Jemaah Islamiyah is suspected of involvement in bombings over the weekend on the resort island of Bali that left at least 183 dead and hundreds injured. Most of the victims were foreign tourists, and the United States and other countries have called on Indonesian authorities to arrest Bashir.

Aritonang said Bashir had not been named a suspect in the Bali attacks, but in a series of bombings on churches on Christmas Eve 2000. Those bombings, in Jakarta and nine other cities and towns, killed 19 people and injured dozens.

"We will call him for questioning as a suspect on Saturday," Aritonang said on arrival in Bali.

He said police decided to declare Bashir a suspect in the church bombings after Indonesian investigators returned from questioning Omar Al-Faruq, a suspected al-Qaida Southeast Asian operative, who was arrested in Indonesia in June and handed over to U.S. authorities.

Bashir could not be reached for comment, but he has repeatedly denied any involvement in the church bombings — as well as the Bali attack.

Speaking late Thursday on El-Shinta radio, Bashir's lawyer, Mohamad Mahendradatta, confirmed that Bashir is being accused of responsibility in the church attacks and that he faces a maximum penalty of death or life in prison. Mahendratta made no other statements.

Indonesia has come under enormous international pressure in recent days to move against Bashir and Jemaah Islamiyah.

Indonesia's neighbors, Singapore and Malaysia, have jailed dozens of suspected Jemaah Islamiyah operatives after they were implicated in plots to attack Western targets in those countries.

However, Indonesia has long feared that taking action against Bashir could fuel a backlash by Islamic extremists. Ministers for the first time — delicately — said this week that al-Qaida and Jemaah Islamiyah exist in the world's most populous Muslim country, but have tip-toed around the issue of moving against it and Bashir.

In Jakarta, Speaker Akbar Tandjung told Megawati she had parliament's support for the emergency decree, which would grant the government expanded power to fight terrorism but could also lead to a confrontation with Islamic extremists, who are widely blamed for the bombings.
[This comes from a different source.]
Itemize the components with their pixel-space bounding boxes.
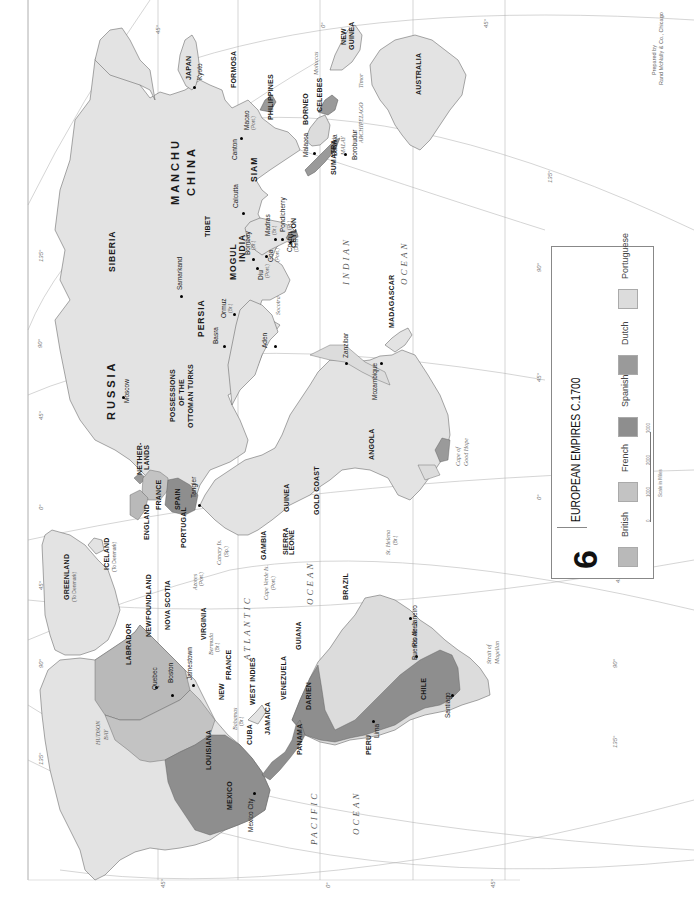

"Parliament gives its full support to the government to issue the anti-terrorism government regulation," Tandjung said after meeting Megawati.

The decree is based on legislation that has been stalled for months by parliamentary bickering, mired down because it raises fears that it could free the Indonesian military — with its long, bloody history of human-rights abuses — from the constraints imposed by the still-struggling democracy that has taken root since dictator Suharto was toppled in 1998.

Top officials said the decree could go into affect as early as Friday.

Drafts of the decree indicate it would relax rules of evidence and allow a suspect to be held for three days based on intelligence reports that they had committed — or threatened to commit — acts of terrorism.

Violators could face death or life imprisonment, the draft said.

Australian Prime Minister John Howard, who lost dozens of countrymen in the bombing, flew to Bali to meet with grieving relatives.

"There are no words I can summon to salve the hurt and suffering and pain being felt by so many," he said at an open-air memorial at the Australian consulate.

He also pledged, one day after forming a joint investigation team with Indonesia, that the bombers would be captured.

"We will do everything in our power to bring justice to those responsible for this foul deed," he said, as relatives and friends of the victims hugged and wept.

Saying it had new — but undisclosed — information about possible threats in Indonesia, Australia urged its citizens to leave the country.

In Bali, police said the probe was focusing on a group of eight people — seven Indonesians and one foreigner — who are being "intensively questioned."

"We hope that we will be able to establish their possible link with the culprits," spokesman Lt. Col. Yatim Suyatmo said. None was identified.

And in Malaysia, authorities said Thursday that a fugitive Malaysian, an Islamic militant with extensive bomb-making skills, was involved in the Bali attack.